Tuesday, August 08, 2023

Searching for extraterrestrial life — by keeping an eye on supernovae

We are not alone in the universe! How close is extraterrestrial life? What is it like?

Finding a needle in a haystack is child's play! 😊

"... For the study, ... chose four historical supernovae — exploding stars — from the past 1,000 years and compared how long it took their light to travel to Earth with light signals from more than 10 million stars recorded by the European Space Agency’s Gaia orbiting observatory. ... found 465 stars whose light took the same amount of time to reach Earth as one of the four supernovae (about 6,300 years, 8,970 years, 16,600 years, and 168,000 years, respectively). He found another 403 stars whose light signals come from an advantageous angle in relation to one of the supernovae. ...
And although none of the 868 star systems yielded evidence of an alien “technosignature” — or signs of extraterrestrial technology, past or present — ... authors said the effort provides a valuable blueprint for conducting additional searches. ..."

From the abstract:
"Spatiotemporal techniques for signal coordination with actively transmitting extraterrestrial civilizations, without the need for prior communication, can constrain technosignature searches to a significantly smaller coordinate space. With the variable star catalog from Gaia Data Release 3, we explore two related signaling strategies: the SETI Ellipsoid, and that proposed by Seto, which are both based on the synchronization of transmissions with a conspicuous astrophysical event. This data set contains more than 10 million variable star candidates with light curves from the first three years of Gaia's operational phase, between 2014 and 2017. Using four different historical supernovae as source events, we find that less than 0.01% of stars in the sample have crossing times, the times at which we would expect to receive synchronized signals on Earth, within the date range of available Gaia observations. For these stars, we present a framework for technosignature analysis that searches for modulations in the variability parameters by splitting the stellar light curve at the crossing time."

Searching for extraterrestrial life — by keeping an eye on exploding stars | YaleNews In a new study, Yale undergrad Andy Nilipour used supernovae to narrow the search for alien civilizations.

Geometry in the universe! Pythagoras in space
Figure 3. Diagram of the SETI Ellipsoid, which has its foci at the source event (purple dot) and Earth (green dot).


#### Problem details:
What lines in the records below mention "Rectangle"? List them all.
Task input START
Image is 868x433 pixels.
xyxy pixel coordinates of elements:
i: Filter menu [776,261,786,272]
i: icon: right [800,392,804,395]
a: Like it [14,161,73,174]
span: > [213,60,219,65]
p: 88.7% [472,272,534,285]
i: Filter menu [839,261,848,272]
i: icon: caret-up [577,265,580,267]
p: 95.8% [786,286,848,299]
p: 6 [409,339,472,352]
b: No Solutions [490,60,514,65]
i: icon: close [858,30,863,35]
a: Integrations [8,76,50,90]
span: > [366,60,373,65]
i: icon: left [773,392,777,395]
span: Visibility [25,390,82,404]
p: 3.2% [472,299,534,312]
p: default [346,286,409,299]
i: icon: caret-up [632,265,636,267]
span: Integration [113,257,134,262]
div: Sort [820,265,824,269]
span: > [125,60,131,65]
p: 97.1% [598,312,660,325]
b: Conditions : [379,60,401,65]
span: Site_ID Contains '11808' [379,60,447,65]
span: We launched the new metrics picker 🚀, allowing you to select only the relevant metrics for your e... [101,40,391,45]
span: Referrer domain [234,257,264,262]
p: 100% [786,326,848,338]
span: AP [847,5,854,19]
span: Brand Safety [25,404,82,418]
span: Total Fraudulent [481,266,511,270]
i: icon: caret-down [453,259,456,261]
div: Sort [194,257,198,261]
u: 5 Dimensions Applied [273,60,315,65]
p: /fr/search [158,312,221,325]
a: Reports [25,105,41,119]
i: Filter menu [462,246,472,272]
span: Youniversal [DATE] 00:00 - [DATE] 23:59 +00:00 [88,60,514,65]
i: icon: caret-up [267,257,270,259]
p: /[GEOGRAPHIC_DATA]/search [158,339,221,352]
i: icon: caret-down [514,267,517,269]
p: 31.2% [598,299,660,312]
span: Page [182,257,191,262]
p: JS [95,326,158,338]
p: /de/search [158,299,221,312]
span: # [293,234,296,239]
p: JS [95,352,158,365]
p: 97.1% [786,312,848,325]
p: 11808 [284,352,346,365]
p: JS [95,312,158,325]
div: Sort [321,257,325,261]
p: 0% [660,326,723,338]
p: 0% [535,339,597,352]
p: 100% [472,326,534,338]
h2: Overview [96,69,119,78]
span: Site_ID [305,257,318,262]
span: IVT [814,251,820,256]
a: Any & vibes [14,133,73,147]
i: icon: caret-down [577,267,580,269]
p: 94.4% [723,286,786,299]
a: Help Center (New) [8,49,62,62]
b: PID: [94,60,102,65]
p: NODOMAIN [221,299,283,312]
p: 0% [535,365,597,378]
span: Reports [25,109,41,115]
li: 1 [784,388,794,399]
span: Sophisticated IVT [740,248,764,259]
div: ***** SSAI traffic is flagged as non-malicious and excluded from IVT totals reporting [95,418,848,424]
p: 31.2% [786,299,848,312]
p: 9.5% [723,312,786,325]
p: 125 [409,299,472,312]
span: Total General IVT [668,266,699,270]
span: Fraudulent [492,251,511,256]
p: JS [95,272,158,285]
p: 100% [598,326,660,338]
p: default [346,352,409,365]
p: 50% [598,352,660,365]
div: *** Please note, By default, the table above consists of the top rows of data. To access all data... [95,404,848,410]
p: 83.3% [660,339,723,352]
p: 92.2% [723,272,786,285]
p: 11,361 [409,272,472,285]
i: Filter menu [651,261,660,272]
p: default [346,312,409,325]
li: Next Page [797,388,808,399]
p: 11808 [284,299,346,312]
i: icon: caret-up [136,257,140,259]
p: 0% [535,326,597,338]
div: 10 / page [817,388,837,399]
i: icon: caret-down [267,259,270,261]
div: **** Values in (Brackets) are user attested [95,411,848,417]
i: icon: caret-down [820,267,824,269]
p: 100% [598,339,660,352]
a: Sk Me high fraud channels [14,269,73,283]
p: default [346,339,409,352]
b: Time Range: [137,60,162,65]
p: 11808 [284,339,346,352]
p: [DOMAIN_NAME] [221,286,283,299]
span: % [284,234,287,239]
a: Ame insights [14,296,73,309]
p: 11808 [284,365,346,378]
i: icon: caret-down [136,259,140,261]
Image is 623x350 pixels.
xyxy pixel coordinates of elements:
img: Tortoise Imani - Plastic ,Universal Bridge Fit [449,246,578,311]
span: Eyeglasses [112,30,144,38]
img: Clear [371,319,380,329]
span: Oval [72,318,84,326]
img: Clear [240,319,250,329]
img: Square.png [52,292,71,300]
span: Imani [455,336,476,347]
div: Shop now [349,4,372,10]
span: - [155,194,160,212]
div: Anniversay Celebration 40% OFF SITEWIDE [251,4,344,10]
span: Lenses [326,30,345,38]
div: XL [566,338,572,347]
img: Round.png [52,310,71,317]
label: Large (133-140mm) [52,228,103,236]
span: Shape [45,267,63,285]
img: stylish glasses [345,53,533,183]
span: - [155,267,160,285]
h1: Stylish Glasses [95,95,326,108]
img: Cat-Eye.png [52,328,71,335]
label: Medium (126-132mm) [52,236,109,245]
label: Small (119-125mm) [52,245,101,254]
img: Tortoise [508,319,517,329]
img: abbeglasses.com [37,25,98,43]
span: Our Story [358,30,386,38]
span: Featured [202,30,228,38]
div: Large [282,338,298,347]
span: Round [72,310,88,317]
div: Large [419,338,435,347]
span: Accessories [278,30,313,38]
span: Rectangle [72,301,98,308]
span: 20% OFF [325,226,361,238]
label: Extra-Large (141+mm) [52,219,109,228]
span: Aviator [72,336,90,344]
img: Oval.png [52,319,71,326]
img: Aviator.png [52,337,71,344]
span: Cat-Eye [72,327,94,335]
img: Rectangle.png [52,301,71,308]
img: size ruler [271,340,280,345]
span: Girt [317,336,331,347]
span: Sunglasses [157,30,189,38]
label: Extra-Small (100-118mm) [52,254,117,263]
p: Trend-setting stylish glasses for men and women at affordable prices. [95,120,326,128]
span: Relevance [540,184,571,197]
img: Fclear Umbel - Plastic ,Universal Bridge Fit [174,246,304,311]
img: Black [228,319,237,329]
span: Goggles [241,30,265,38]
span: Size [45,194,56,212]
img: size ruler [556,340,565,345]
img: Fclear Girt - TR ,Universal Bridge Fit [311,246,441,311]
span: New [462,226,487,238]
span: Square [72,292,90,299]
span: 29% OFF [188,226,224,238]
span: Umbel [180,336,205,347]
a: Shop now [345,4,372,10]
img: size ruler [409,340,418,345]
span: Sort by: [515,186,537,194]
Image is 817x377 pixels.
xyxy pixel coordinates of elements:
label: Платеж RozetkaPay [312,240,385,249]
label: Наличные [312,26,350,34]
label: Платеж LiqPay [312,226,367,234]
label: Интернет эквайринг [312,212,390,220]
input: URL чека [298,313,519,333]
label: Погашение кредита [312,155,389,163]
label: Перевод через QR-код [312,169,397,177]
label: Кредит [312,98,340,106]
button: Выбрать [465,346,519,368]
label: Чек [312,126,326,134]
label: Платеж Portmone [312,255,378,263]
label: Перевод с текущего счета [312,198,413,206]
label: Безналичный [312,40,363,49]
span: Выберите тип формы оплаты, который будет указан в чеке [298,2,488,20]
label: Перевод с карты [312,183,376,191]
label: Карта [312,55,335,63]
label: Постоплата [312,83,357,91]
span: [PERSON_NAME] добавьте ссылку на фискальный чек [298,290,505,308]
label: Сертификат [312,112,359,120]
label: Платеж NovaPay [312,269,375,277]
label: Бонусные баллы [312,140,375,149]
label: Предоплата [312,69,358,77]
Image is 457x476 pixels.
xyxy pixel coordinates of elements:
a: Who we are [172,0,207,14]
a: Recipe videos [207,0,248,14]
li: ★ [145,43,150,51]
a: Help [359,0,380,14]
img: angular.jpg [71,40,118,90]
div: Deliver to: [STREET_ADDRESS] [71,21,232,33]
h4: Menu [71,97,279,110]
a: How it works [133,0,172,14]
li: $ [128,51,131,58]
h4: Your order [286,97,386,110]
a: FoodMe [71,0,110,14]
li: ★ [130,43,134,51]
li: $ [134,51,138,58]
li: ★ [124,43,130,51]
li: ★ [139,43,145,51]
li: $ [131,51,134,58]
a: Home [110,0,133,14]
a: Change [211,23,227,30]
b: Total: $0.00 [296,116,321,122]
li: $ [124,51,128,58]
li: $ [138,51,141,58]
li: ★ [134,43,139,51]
Task input END
#### Response to this task:
span: Rectangle [72,301,98,308]
img: Rectangle.png [52,301,71,308]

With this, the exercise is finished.